Bookplate

Ephemeris books on shelf
Books and books of tables upon tables.

As one would imagine, university buildings have tons of books in them. Shelves upon shelves, editions going back well over a century. See above, The American Ephemeris and Nautical Almanac, 1887. Is it useful? Not particularly these days. Does it look cool on the shelf in line with year after year of its subsequent volumes? Of course!

Note the volume near the middle of the image, with the well-worn spine. It’s a duplicate of the book to the right, the 1922 edition, save for one key detail. A bookplate:

Bookplate
There’s a lot going on here.

Ex Libris Harry Scheidy Everett. Listed in L’Agenda 1925 as Associate Professor of Mathematics and Astronomy and Director of the Observatory, he was already a Bucknell alumnus, having received his Master of Arts on Wednesday, June 18th, 1913, according to the Bucknell Catalogue of 1912-13. (He also played the violoncello.)

Astronomy now lives under the Physics umbrella, rather than Mathematics, although we’re all stacked on top of each other here in Olin Science.

Have a look at that bookplate, and imagine that self-described philomath Dr. Everett was having a grand old time drawing that up. In case you can’t read it, the inscription above the doors reads: “Let none ignorant of Geometry enter here

Bet he was a unique individual, that Dr. Everett.

Oscilloscope

Tektronix 503 oscilloscope
Ooh. Vintage.

It’s a regular occurrence that we run across old objects which just aren’t useful anymore, at least not as they were originally intended. Sometimes they’re junk. Sometimes they work well enough, and it’s nice to have a backup around, just in case. And sometimes?

Sometimes it’s old enough that it’s got a little bit of cool going on. Like this 1960 Tektronix 503 oscilloscope. It shouts SPACE AGE! from all angles. (Our good friend Matt likened the round display screen to a porthole into a sea of electrons. Of course!)

Oscilloscope front
Belongs on a rocketship or a submarine. Or, in a Venture Brothers world, both!

It might not work anymore – probably depends on whether the capacitors are still in good shape – but we haven’t tried. It’s not like we’re going to use this in place of any of the other, more modern, higher-frequency, smaller-footprint ‘scopes we’ve got in numerous labs. This stays around because it looks amazing.

Oscillosocpe interior
Look at those resistors!

Even the insides are fantastic! Big honkin’ resistors, induction coils, capacitors, all widely spaced for effective heat dissipation. You can trace how each knob turns and switches circuit components in each of those cylindrical arrays. As a kid, this is probably the mental image of what it looks like inside a giant robot. Giant robots are the best robots.

Oscilloscope interior.
Look at those tubes!

On the other side, we can check out all of the vacuum tubes that made this sucker hum. Plus a big ol’ transformer and a wonderfully stylish CRT for the display. Vacuum tubes don’t show up many places anymore, having been replaced with miniaturized circuit components, but we still have use for them in special cases. (Photomultiplier tubes in our wave-particle duality lab, for example.) Despite their rarity, you can’t deny that they look awesome.

Oscilloscope manual.
Check the cutout!

We even have a pair of manuals. A pair. Does that mean there were once a set of 503s around? Could we possibly stumble across another, gathering dust beneath a workbench in a dark corner someplace?

After all, that’s where this one popped up, undisturbed for decades. Never know what you’ll uncover.

Solar Eclipse

Observatory log sheet

As we prepare for the next major solar eclipse in North America – mark your calendars for the 8th of April, 2024! – it’s fun to look back at Observatory records from previous eclipses. On May 10th, 1994, nearly 300 people congregated at the Observatory to take in the spectacle of a partial eclipse.

It’s worth noting that getting the full experience of totality requires a perfect combination of timing, location, and decent weather. Not simple.

This particular event was an annular eclipse, in which the moon’s apparent diameter was less than that of the sun, so that there was always a portion of the sun’s disc visible, creating an annulus (ring) when viewed along the path of greatest eclipse. Still amazing.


What the exercise asks: Word for word, and with pictures excluded, copy out all the records that follow.

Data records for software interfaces
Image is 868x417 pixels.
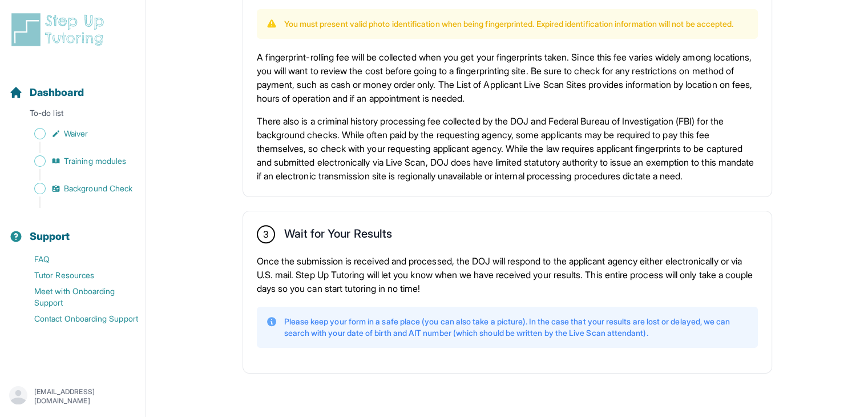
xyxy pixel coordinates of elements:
p: You must present valid photo identification when being fingerprinted. Expired identification info... [284,18,734,30]
a: Background Check [9,181,145,197]
p: There also is a criminal history processing fee collected by the DOJ and Federal Bureau of Invest... [257,114,758,183]
p: A fingerprint-rolling fee will be collected when you get your fingerprints taken. Since this fee ... [257,51,758,105]
p: Please keep your form in a safe place (you can also take a picture). In the case that your result... [284,316,749,338]
button: [EMAIL_ADDRESS][DOMAIN_NAME] [9,386,136,407]
span: Background Check [64,183,133,194]
p: To-do list [5,107,141,124]
p: Once the submission is received and processed, the DOJ will respond to the applicant agency eithe... [257,254,758,295]
p: [EMAIL_ADDRESS][DOMAIN_NAME] [34,387,136,405]
h2: Wait for Your Results [284,227,392,245]
img: logo [9,12,111,48]
span: Support [30,228,70,245]
a: Meet with Onboarding Support [9,283,145,310]
a: Dashboard [9,85,84,100]
button: Dashboard [5,66,141,105]
span: Dashboard [30,85,84,100]
span: Training modules [64,155,126,167]
button: Support [5,210,141,249]
a: Contact Onboarding Support [9,310,145,327]
a: FAQ [9,251,145,267]
a: Tutor Resources [9,267,145,283]
span: 3 [263,227,268,241]
a: Training modules [9,153,145,169]
span: Waiver [64,128,88,139]
a: Waiver [9,125,145,142]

Reply to the exercise:
Image is 868x417 pixels.
xyxy pixel coordinates of elements:
p: You must present valid photo identification when being fingerprinted. Expired identification info... [284,18,734,30]
a: Background Check [9,181,145,197]
p: There also is a criminal history processing fee collected by the DOJ and Federal Bureau of Invest... [257,114,758,183]
p: A fingerprint-rolling fee will be collected when you get your fingerprints taken. Since this fee ... [257,51,758,105]
p: Please keep your form in a safe place (you can also take a picture). In the case that your result... [284,316,749,338]
button: [EMAIL_ADDRESS][DOMAIN_NAME] [9,386,136,407]
span: Background Check [64,183,133,194]
p: To-do list [5,107,141,124]
p: Once the submission is received and processed, the DOJ will respond to the applicant agency eithe... [257,254,758,295]
p: [EMAIL_ADDRESS][DOMAIN_NAME] [34,387,136,405]
h2: Wait for Your Results [284,227,392,245]
img: logo [9,12,111,48]
span: Support [30,228,70,245]
a: Meet with Onboarding Support [9,283,145,310]
a: Dashboard [9,85,84,100]
button: Dashboard [5,66,141,105]
span: Dashboard [30,85,84,100]
span: Training modules [64,155,126,167]
button: Support [5,210,141,249]
a: Contact Onboarding Support [9,310,145,327]
a: FAQ [9,251,145,267]
a: Tutor Resources [9,267,145,283]
span: 3 [263,227,268,241]
a: Training modules [9,153,145,169]
span: Waiver [64,128,88,139]
a: Waiver [9,125,145,142]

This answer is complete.